Cold fear burns away to fury. It takes up a spot in my chest, right at the center, swirling and burning like a storm of fire inside me that is just sitting for now, gathering power and speed.

I swear it to the six goddesses, to the mother Nova, to my ancestresses who died at that monster’s hands, and to myself. If I get the chance, I will rend the flesh from Eidolon’s bones and leave it all under the desert sun to rot away, bleach white, then crumble to dust where no one will find him again. Where, in time, no one will even remember he lived.

“You better hope that’s not true,” I snarl at him, my voice wild and unrecognizable. “Because I have all the other amulets now. I have your Shadows. I have Tabra. And I have your power.”

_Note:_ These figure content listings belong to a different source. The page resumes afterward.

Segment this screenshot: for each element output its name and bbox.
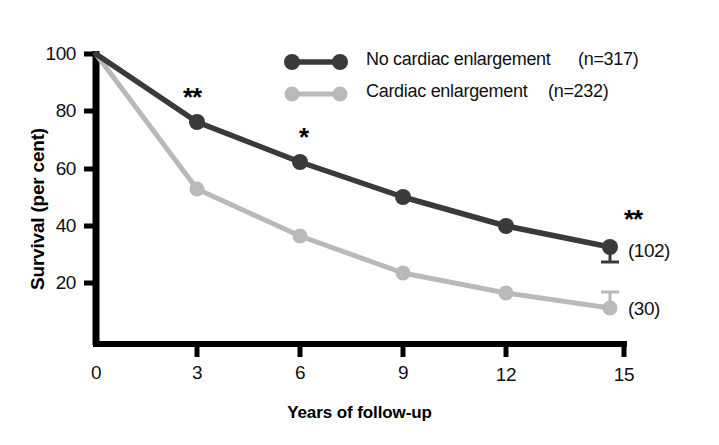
- legend-count-no-cardiac-enlargement: (n=317): [578, 49, 638, 70]
- significance-marker-year-3: **: [183, 84, 201, 110]
- legend-label-cardiac-enlargement: Cardiac enlargement: [366, 81, 527, 102]
- legend-item-cardiac-enlargement: Cardiac enlargement (n=232): [278, 78, 708, 110]
- y-tick-label-20: 20: [24, 272, 76, 294]
- y-tick-label-40: 40: [24, 215, 76, 237]
- chart-legend: No cardiac enlargement (n=317) Cardiac e…: [278, 46, 708, 110]
- survival-curve-chart: Survival (per cent) 100 80 60 40 20 0 3 …: [0, 0, 719, 445]
- endpoint-count-no-cardiac-enlargement: (102): [628, 240, 670, 262]
- legend-label-no-cardiac-enlargement: No cardiac enlargement: [366, 49, 551, 70]
- significance-marker-year-6: *: [299, 124, 308, 150]
- y-tick-label-60: 60: [24, 158, 76, 180]
- y-tick-label-100: 100: [24, 43, 76, 65]
- legend-item-no-cardiac-enlargement: No cardiac enlargement (n=317): [278, 46, 708, 78]
- x-tick-label-9: 9: [383, 362, 423, 384]
- x-axis-title: Years of follow-up: [0, 403, 719, 423]
- x-tick-label-6: 6: [280, 362, 320, 384]
- x-tick-label-0: 0: [76, 362, 116, 384]
- legend-count-cardiac-enlargement: (n=232): [548, 81, 608, 102]
- y-tick-label-80: 80: [24, 100, 76, 122]
- endpoint-count-cardiac-enlargement: (30): [628, 298, 660, 320]
- x-tick-label-3: 3: [177, 362, 217, 384]
- x-tick-label-15: 15: [604, 364, 644, 386]
- significance-marker-year-15: **: [624, 206, 642, 232]
- x-tick-label-12: 12: [486, 364, 526, 386]
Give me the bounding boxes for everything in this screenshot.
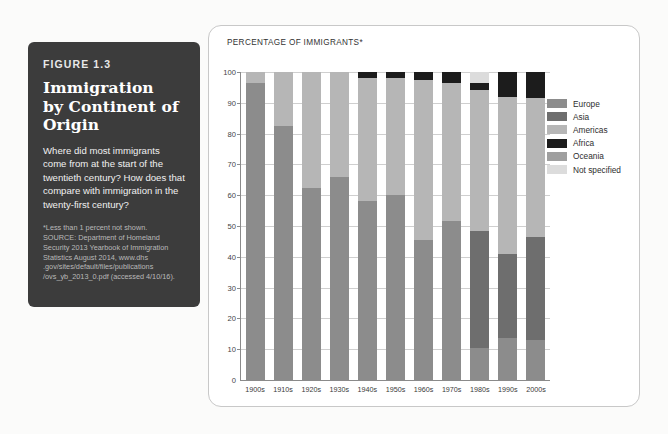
bar-segment-2000s-asia[interactable] [526, 237, 545, 340]
bar-segment-1910s-americas[interactable] [274, 72, 293, 126]
y-tickmark-20 [237, 318, 241, 319]
bar-1970s[interactable] [442, 72, 461, 380]
bar-segment-1960s-americas[interactable] [414, 80, 433, 240]
figure-description: Where did most immigrants come from at t… [43, 144, 185, 212]
bar-segment-1940s-americas[interactable] [358, 78, 377, 201]
y-axis-title: PERCENTAGE OF IMMIGRANTS* [227, 38, 363, 49]
legend-label-not-specified: Not specified [573, 165, 621, 175]
bar-segment-1930s-americas[interactable] [330, 72, 349, 177]
bar-1980s[interactable] [470, 72, 489, 380]
bar-segment-2000s-europe[interactable] [526, 340, 545, 380]
y-tick-label-0: 0 [232, 376, 236, 385]
bar-segment-1940s-europe[interactable] [358, 201, 377, 380]
figure-source-line-4: .gov/sites/default/files/publications [43, 262, 185, 272]
bar-segment-1930s-europe[interactable] [330, 177, 349, 380]
y-tickmark-90 [237, 103, 241, 104]
y-tickmark-30 [237, 288, 241, 289]
bar-segment-1960s-africa[interactable] [414, 72, 433, 80]
legend-swatch-africa [547, 139, 567, 148]
bar-segment-1900s-americas[interactable] [246, 72, 265, 83]
y-tick-label-40: 40 [228, 252, 236, 261]
bar-segment-1920s-europe[interactable] [302, 188, 321, 381]
y-tick-label-30: 30 [228, 283, 236, 292]
bar-1940s[interactable] [358, 72, 377, 380]
figure-title-line-0: Immigration [43, 79, 185, 98]
bar-1930s[interactable] [330, 72, 349, 380]
chart-card: PERCENTAGE OF IMMIGRANTS* 10203040506070… [208, 25, 640, 407]
bar-1900s[interactable] [246, 72, 265, 380]
bar-2000s[interactable] [526, 72, 545, 380]
figure-root: FIGURE 1.3 Immigrationby Continent ofOri… [0, 0, 668, 434]
y-tick-label-90: 90 [228, 98, 236, 107]
bar-segment-1980s-americas[interactable] [470, 90, 489, 230]
legend-item-europe[interactable]: Europe [547, 97, 621, 110]
bar-segment-1990s-asia[interactable] [498, 254, 517, 339]
bar-segment-1970s-europe[interactable] [442, 221, 461, 380]
legend-item-africa[interactable]: Africa [547, 137, 621, 150]
legend-label-oceania: Oceania [573, 151, 604, 161]
bar-segment-2000s-africa[interactable] [526, 72, 545, 98]
legend-label-americas: Americas [573, 125, 608, 135]
figure-source-line-5: /ovs_yb_2013_0.pdf (accessed 4/10/16). [43, 272, 185, 282]
y-tickmark-100 [237, 72, 241, 73]
bar-segment-1950s-europe[interactable] [386, 195, 405, 380]
y-tick-label-100: 100 [223, 68, 236, 77]
legend-swatch-not-specified [547, 165, 567, 174]
bar-segment-1920s-americas[interactable] [302, 72, 321, 188]
bar-segment-1980s-asia[interactable] [470, 231, 489, 348]
bar-1990s[interactable] [498, 72, 517, 380]
y-tickmark-60 [237, 195, 241, 196]
figure-title: Immigrationby Continent ofOrigin [43, 79, 185, 135]
figure-number: FIGURE 1.3 [43, 58, 185, 70]
y-tickmark-40 [237, 257, 241, 258]
y-tickmark-50 [237, 226, 241, 227]
legend-item-asia[interactable]: Asia [547, 110, 621, 123]
y-tick-label-10: 10 [228, 345, 236, 354]
bar-segment-2000s-americas[interactable] [526, 98, 545, 237]
y-tickmark-70 [237, 164, 241, 165]
bar-segment-1980s-not-specified[interactable] [470, 72, 489, 83]
bar-1920s[interactable] [302, 72, 321, 380]
bar-segment-1970s-americas[interactable] [442, 83, 461, 222]
legend-item-oceania[interactable]: Oceania [547, 150, 621, 163]
y-tick-label-50: 50 [228, 222, 236, 231]
figure-source-line-2: Security 2013 Yearbook of Immigration [43, 243, 185, 253]
bar-segment-1950s-africa[interactable] [386, 72, 405, 78]
figure-caption-card: FIGURE 1.3 Immigrationby Continent ofOri… [28, 42, 200, 307]
bar-1960s[interactable] [414, 72, 433, 380]
legend-label-asia: Asia [573, 112, 589, 122]
bar-segment-1990s-europe[interactable] [498, 338, 517, 380]
plot-area: 1020304050607080901000 1900s1910s1920s19… [241, 72, 550, 380]
figure-source-note: *Less than 1 percent not shown.SOURCE: D… [43, 223, 185, 281]
bar-segment-1990s-americas[interactable] [498, 97, 517, 254]
figure-source-line-1: SOURCE: Department of Homeland [43, 233, 185, 243]
y-tick-label-20: 20 [228, 314, 236, 323]
figure-title-line-1: by Continent of [43, 98, 185, 117]
legend-swatch-europe [547, 99, 567, 108]
legend-swatch-oceania [547, 152, 567, 161]
legend-item-not-specified[interactable]: Not specified [547, 163, 621, 176]
y-tick-label-70: 70 [228, 160, 236, 169]
figure-source-line-3: Statistics August 2014, www.dhs [43, 253, 185, 263]
bar-segment-1940s-africa[interactable] [358, 72, 377, 78]
legend-label-europe: Europe [573, 99, 600, 109]
bar-1950s[interactable] [386, 72, 405, 380]
legend-label-africa: Africa [573, 138, 594, 148]
bar-segment-1970s-africa[interactable] [442, 72, 461, 83]
bar-segment-1960s-europe[interactable] [414, 240, 433, 380]
chart-legend: EuropeAsiaAmericasAfricaOceaniaNot speci… [547, 97, 621, 176]
bar-segment-1950s-americas[interactable] [386, 78, 405, 195]
bar-segment-1990s-africa[interactable] [498, 72, 517, 97]
y-tickmark-80 [237, 134, 241, 135]
figure-title-line-2: Origin [43, 116, 185, 135]
bar-segment-1980s-europe[interactable] [470, 348, 489, 380]
bar-segment-1900s-europe[interactable] [246, 83, 265, 380]
bar-segment-1910s-europe[interactable] [274, 126, 293, 380]
legend-item-americas[interactable]: Americas [547, 123, 621, 136]
legend-swatch-americas [547, 125, 567, 134]
figure-source-line-0: *Less than 1 percent not shown. [43, 223, 185, 233]
legend-swatch-asia [547, 112, 567, 121]
bar-1910s[interactable] [274, 72, 293, 380]
y-tick-label-80: 80 [228, 129, 236, 138]
bar-segment-1980s-africa[interactable] [470, 83, 489, 91]
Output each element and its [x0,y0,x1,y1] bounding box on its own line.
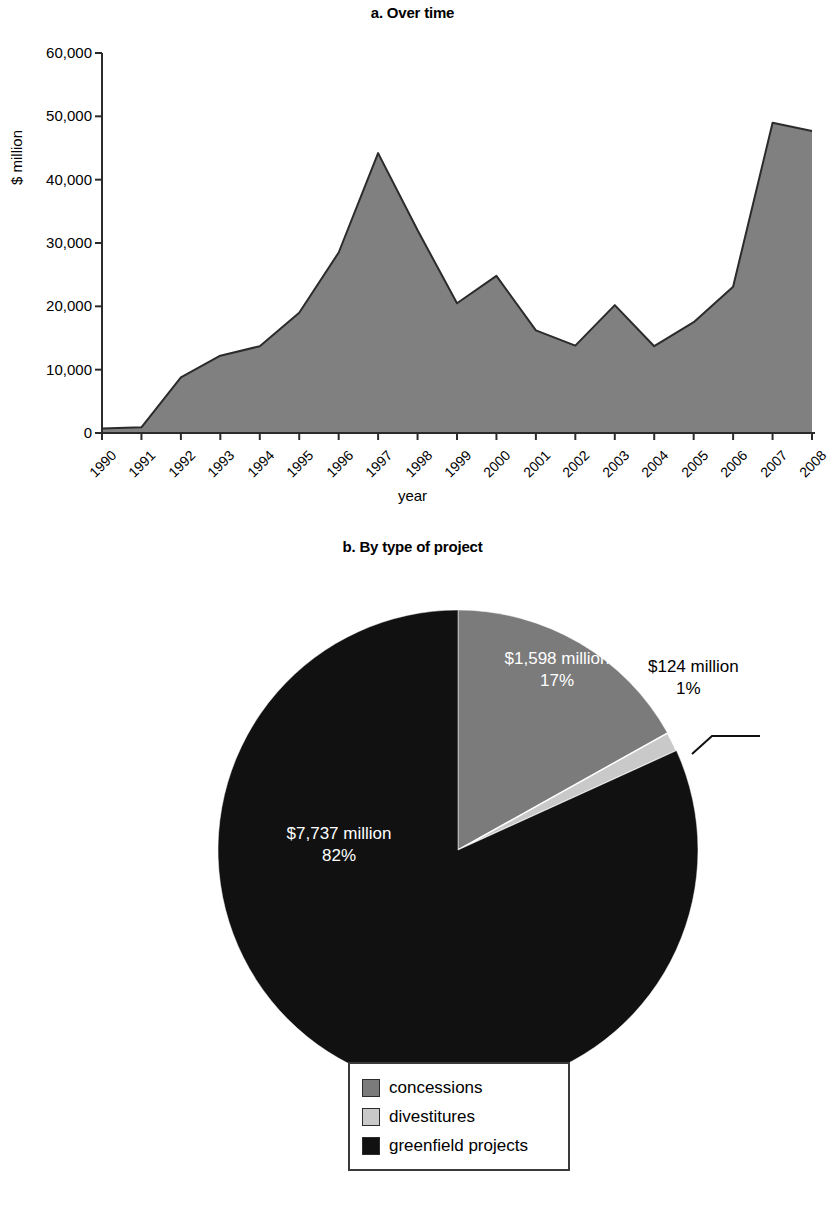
pie-chart-plot [0,564,825,1104]
pie-slices [218,610,698,1090]
area-chart-plot [0,0,825,460]
panel-b-title: b. By type of project [0,538,825,555]
panel-over-time: a. Over time $ million 010,00020,00030,0… [0,0,825,520]
pie-legend: concessionsdivestituresgreenfield projec… [348,1062,570,1171]
legend-item-label: greenfield projects [389,1136,528,1156]
x-axis-title: year [0,487,825,504]
legend-item-label: concessions [389,1078,483,1098]
legend-item-label: divestitures [389,1107,475,1127]
area-series-fill [102,123,812,433]
legend-swatch-icon [362,1137,380,1155]
legend-item-divestitures[interactable]: divestitures [362,1102,558,1131]
legend-item-greenfield-projects[interactable]: greenfield projects [362,1131,558,1160]
legend-swatch-icon [362,1079,380,1097]
legend-item-concessions[interactable]: concessions [362,1073,558,1102]
legend-swatch-icon [362,1108,380,1126]
divestitures-callout-line [692,736,760,754]
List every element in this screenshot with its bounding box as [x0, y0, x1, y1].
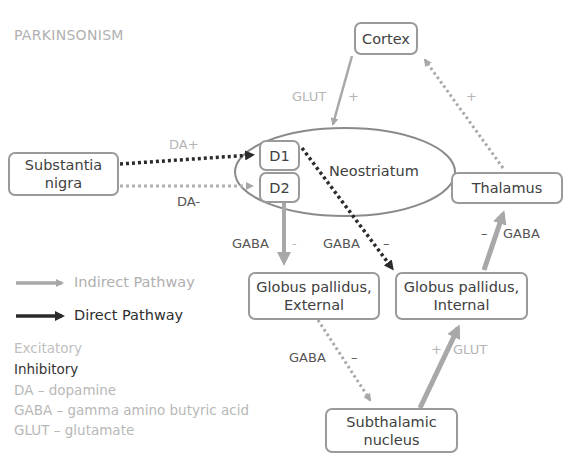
diagram-title: PARKINSONISM	[14, 27, 124, 43]
label-cortex-sign: +	[348, 89, 359, 104]
legend-indirect-label: Indirect Pathway	[74, 274, 195, 290]
gpi-to-thalamus-arrow	[484, 214, 503, 270]
node-d1-label: D1	[269, 147, 289, 165]
label-gpe-stn-sign: –	[351, 350, 358, 365]
node-sn-line2: nigra	[45, 174, 82, 192]
node-sn-line1: Substantia	[25, 156, 103, 174]
sn-to-d1-arrow	[120, 155, 252, 164]
node-substantia-nigra: Substantia nigra	[8, 152, 119, 196]
legend-abbrev-glut: GLUT – glutamate	[14, 422, 134, 438]
node-neostriatum-label: Neostriatum	[329, 163, 419, 179]
label-d1-gpi-gaba: GABA	[323, 236, 360, 251]
node-cortex: Cortex	[354, 22, 418, 55]
label-d2-gpe-sign: -	[292, 236, 297, 251]
label-sn-d1-da: DA+	[169, 137, 199, 152]
node-d1: D1	[259, 140, 300, 171]
node-gp-external: Globus pallidus, External	[248, 272, 380, 320]
node-gp-internal: Globus pallidus, Internal	[395, 272, 528, 320]
legend-abbrev-da: DA – dopamine	[14, 382, 116, 398]
node-gpi-line1: Globus pallidus,	[404, 278, 519, 296]
node-thalamus-label: Thalamus	[472, 179, 543, 197]
legend-inhibitory: Inhibitory	[14, 361, 78, 377]
label-gpi-thalamus-gaba: GABA	[503, 226, 540, 241]
legend-abbrev-gaba: GABA – gamma amino butyric acid	[14, 402, 249, 418]
label-gpe-stn-gaba: GABA	[289, 350, 326, 365]
label-sn-d2-da: DA-	[177, 194, 200, 209]
thalamus-to-cortex-arrow	[425, 60, 503, 168]
node-d2: D2	[259, 172, 300, 203]
node-thalamus: Thalamus	[451, 172, 563, 204]
stn-to-gpi-arrow	[420, 328, 458, 408]
node-stn-line1: Subthalamic	[346, 413, 436, 431]
node-gpe-line2: External	[284, 296, 344, 314]
label-stn-gpi-sign: +	[431, 342, 442, 357]
node-gpe-line1: Globus pallidus,	[256, 278, 371, 296]
node-gpi-line2: Internal	[434, 296, 490, 314]
node-d2-label: D2	[269, 179, 289, 197]
node-stn-line2: nucleus	[363, 431, 419, 449]
legend-direct-label: Direct Pathway	[74, 307, 183, 323]
label-cortex-glut: GLUT	[292, 89, 326, 104]
node-cortex-label: Cortex	[362, 30, 410, 48]
node-subthalamic-nucleus: Subthalamic nucleus	[325, 408, 458, 453]
label-stn-gpi-glut: GLUT	[453, 342, 487, 357]
label-gpi-thalamus-sign: –	[481, 226, 488, 241]
label-d1-gpi-sign: –	[383, 236, 390, 251]
label-thalamus-cortex-sign: +	[466, 89, 477, 104]
legend-excitatory: Excitatory	[14, 340, 82, 356]
label-d2-gpe-gaba: GABA	[232, 236, 269, 251]
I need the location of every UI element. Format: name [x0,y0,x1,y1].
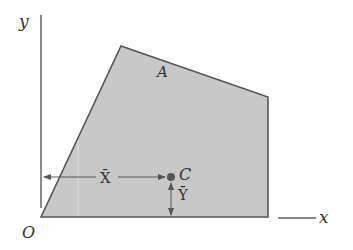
y-bar-label: Ȳ [177,186,189,204]
centroid-label: C [179,165,191,184]
x-axis-label: x [319,207,329,227]
area-region [41,46,268,217]
y-axis-label: y [18,11,29,31]
x-bar-label: X̄ [100,169,111,187]
centroid-point [167,173,175,181]
centroid-diagram: y x O A C X̄ Ȳ [0,0,353,250]
area-label: A [155,63,168,81]
origin-label: O [22,223,35,242]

His smile drops away to leave only burning hatred in his eyes.

“You want them?” I taunt. Listening to the Shadows has taught me how to do that well. “You’d better ask nicely.”

I do the only thing I can think of, the only thing I’ve learned to do well with Scoria’s help so far. I picture the darkness around us like sand. Piles of it. Dunes of it. Then I blast Eidolon with it. Bury him in it. Pile it on so fast and hard, he’s gone from view in seconds.

That’s when Scoria yanks me out of my own head. The sensation is like the first time I was thrown from a bucking horse as a child when Cain taught me to ride. Like being tossed around like a rag doll, then launched through the air to hit the ground hard.

I scramble to my feet like a feral thing. “Where did he take me?” I croak.

Part of me expects the Shadows to answer, but they don’t, contained again.

“Take you?” Cain is in front of me in an instant, searching my gaze. “Nowhere.”

“You never left,” Horus says from behind him.

That was all in my mind?

Was it even real? Or was I having a waking nightmare? Given what he told me about Reven, I’d almost it rather be that.

But deep down I know it’s not.

Despite shaking hard with the effort all that cost me, I start to pace. “Eidolon got to me. I talked to him. He knows I have the amulets.” And he did something to Reven. I don’t know what, but I believe him. Time is up. I’m out of options.

I stop in front of Cain and Pella. “I need to speak with your father.”